21
Dec

🥔🥔Piney’s Best-Ever Festive Get-Ahead Thrice-Cooked Beef Tallow Roast Potatoes🥔🥔
Ingredients
- 2.5 kg potatoes our brushed potatoes are perfect
- Sea salt
- 1/2 cup olive oil
- 3/4 cup beef tallow melted
- 3 sprigs rosemary
- 2 sprigs thyme
- 4 garlic cloves lightly crushed
- Cracked black pepper
Instructions
Parboil (Day 1 – or up to 2 days ahead)
- Peel potatoes and cut into large, even chunks.
- Place in a large pot of well-salted cold water and bring to the boil.
- Cook for 10–12 minutes until just tender (not falling apart).
- Drain well, then rough them up by shaking the colander or pot — this is key.
- Spread on a tray and allow steam to escape for 10 minutes.
First Roast (Olive Oil)
- Preheat oven to 200°C (fan 180°C).
- Toss potatoes with olive oil, salt and pepper.
- Roast for 30–35 minutes, turning once, until lightly golden and dry on the outside (not fully browned).
- Cool completely.
- Once cool, refrigerate overnight or freeze flat until firm.
- (This step is the secret weapon.)
Final Roast (Beef Tallow – Just Before Serving)
- Preheat oven to 220°C (fan 200°C).
- Add beef tallow to a large roasting tray and heat in the oven until smoking hot.
- Carefully add the chilled/frozen potatoes — they should sizzle instantly.
- Add rosemary, thyme and garlic.
- Roast for 35–45 minutes, turning every 10–15 minutes, until deeply golden, blistered and shatter-crisp.

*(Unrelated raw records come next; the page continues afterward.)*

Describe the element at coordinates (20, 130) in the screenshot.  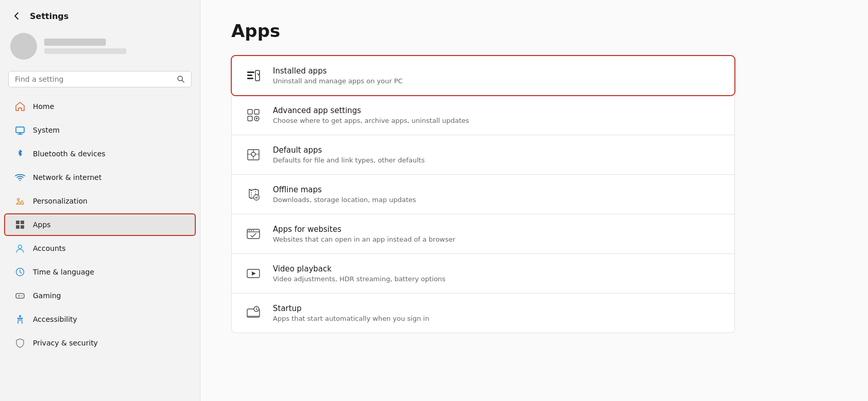
I see `system-icon` at that location.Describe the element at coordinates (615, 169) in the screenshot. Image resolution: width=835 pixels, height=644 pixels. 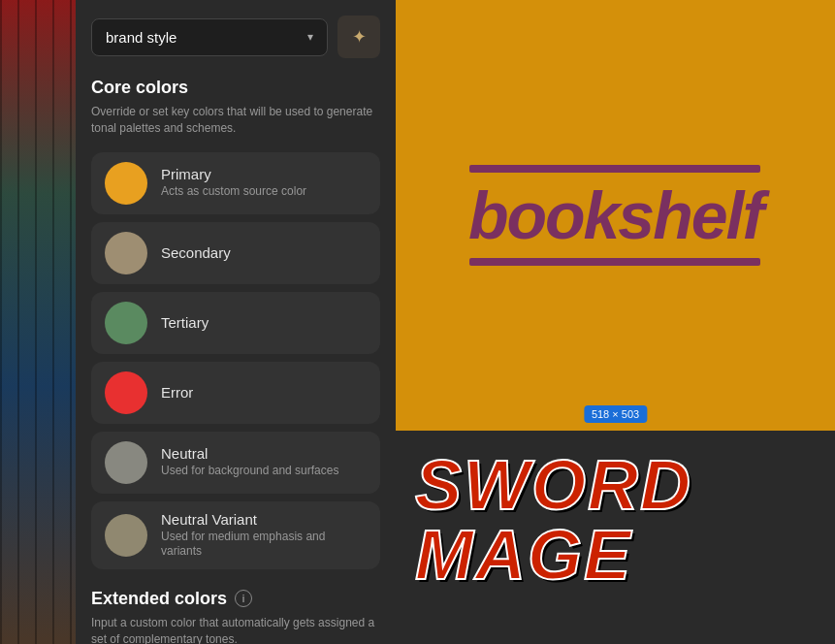
I see `logo-bar-top` at that location.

- Finish with extra sea salt and cracked pepper.
Notes
Ultra-crispy · Fluffy inside · Stress-free on the big day
These are the potatoes you make when you want maximum crunch with minimum Christmas Day effort. Parboiled, roasted once in olive oil, chilled (or frozen), then finished in rich beef tallow just before serving — golden, crunchy perfection every time.
Why this method works
- Parboiling creates a fluffy interior
- First roast dries and roughs up the surface
- Chilling or freezing removes moisture = more crunch
- Final roast in beef tallow delivers unbeatable flavour and colour
- Don’t overcrowd the tray — space = crunch
- Freezing works even better than chilling if you’re organised
- Beef tallow gives richer flavour and better browning than duck fat
🥔
The Bottom Line
Duck fat might be popular, but beef tallow delivers bigger flavour, better crunch and more forgiving results — especially when you’re roasting great potatoes to begin with. Start with the fresh, high-quality potatoes that we sell, finish with beef tallow, and you’ll taste the difference every time. Beef Tallow is now available in most Supermarkets - However our mates at Budd's Butchers (also in Coolum) have a really good one. Tried this recipe?Let us know how it was!